Any drivers fined on the roads in Portugal last year will have been among the ‘unlucky few’. According to reports, “unsatisfied” police have been “boycotting” the practice of handing out traffic fines, to the extent that income for the State has fallen by 55%.
In numbers, the PSP and GNR, “along with municipal and concessionary entitie”s, issued 5.4 million fines LESS than were issued in 2016.
This data comes from road safety authority ANSR, with no further explanation.
Jornal de Notícias however went to the source – or sources – to hear that the shortfall is a way police agents have opted to show their “discontent” to the government that continues, from their point of view, to fail them.
Main issues centre on pay and conditions, confirmed union bosses Paulo Rodrigues, of the association of professional police syndicates, and César Nogueira, representing the association of GNR professionals.
Said the paper, the two men accepted it was “a form of fines’ boycott” which sees police agents ‘advising drivers before they park in a prohibited place, for example, instead of waiting until they park and then fining them afterwards’.
Many would argue that the latter form of policing could be seen as abusive, but syndicates here are seeing their advisory capacity as a form of protest.
As to the kind of financial pain this has caused State coffers, JN suggests fines income was down last year by €2.5 million.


▸ **PROBLEM STATEMENT**: An exact, complete copy of the entries below is required, minus any pictures.

▸ **RECORDS PROVIDED**:
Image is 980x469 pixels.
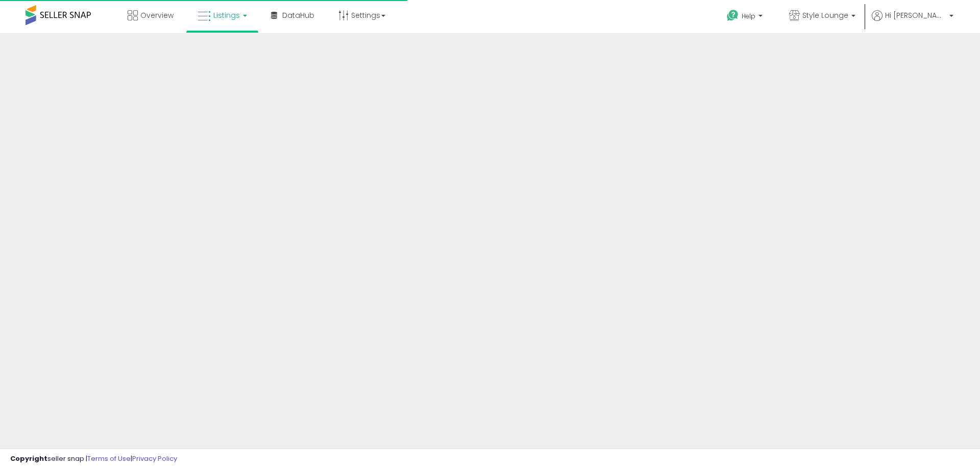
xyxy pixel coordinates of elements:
a: Privacy Policy [132,453,177,463]
span: Style Lounge [802,10,848,21]
a: Hi [PERSON_NAME] [871,10,954,33]
strong: Copyright [10,453,47,463]
span: Listings [213,10,239,21]
span: DataHub [283,10,314,21]
span: Hi [PERSON_NAME] [885,10,946,21]
a: Help [718,2,772,33]
span: Overview [140,10,174,21]
a: Terms of Use [87,453,130,463]
div: seller snap | | [10,454,177,464]
span: Help [742,12,755,21]
i: Get Help [726,9,739,22]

▸ **RESULT**:
Image is 980x469 pixels.
xyxy pixel coordinates of elements:
a: Privacy Policy [132,453,177,463]
span: Style Lounge [802,10,848,21]
a: Hi [PERSON_NAME] [871,10,954,33]
strong: Copyright [10,453,47,463]
span: Listings [213,10,239,21]
span: DataHub [283,10,314,21]
span: Hi [PERSON_NAME] [885,10,946,21]
a: Help [718,2,772,33]
span: Overview [140,10,174,21]
a: Terms of Use [87,453,130,463]
div: seller snap | | [10,454,177,464]
span: Help [742,12,755,21]
i: Get Help [726,9,739,22]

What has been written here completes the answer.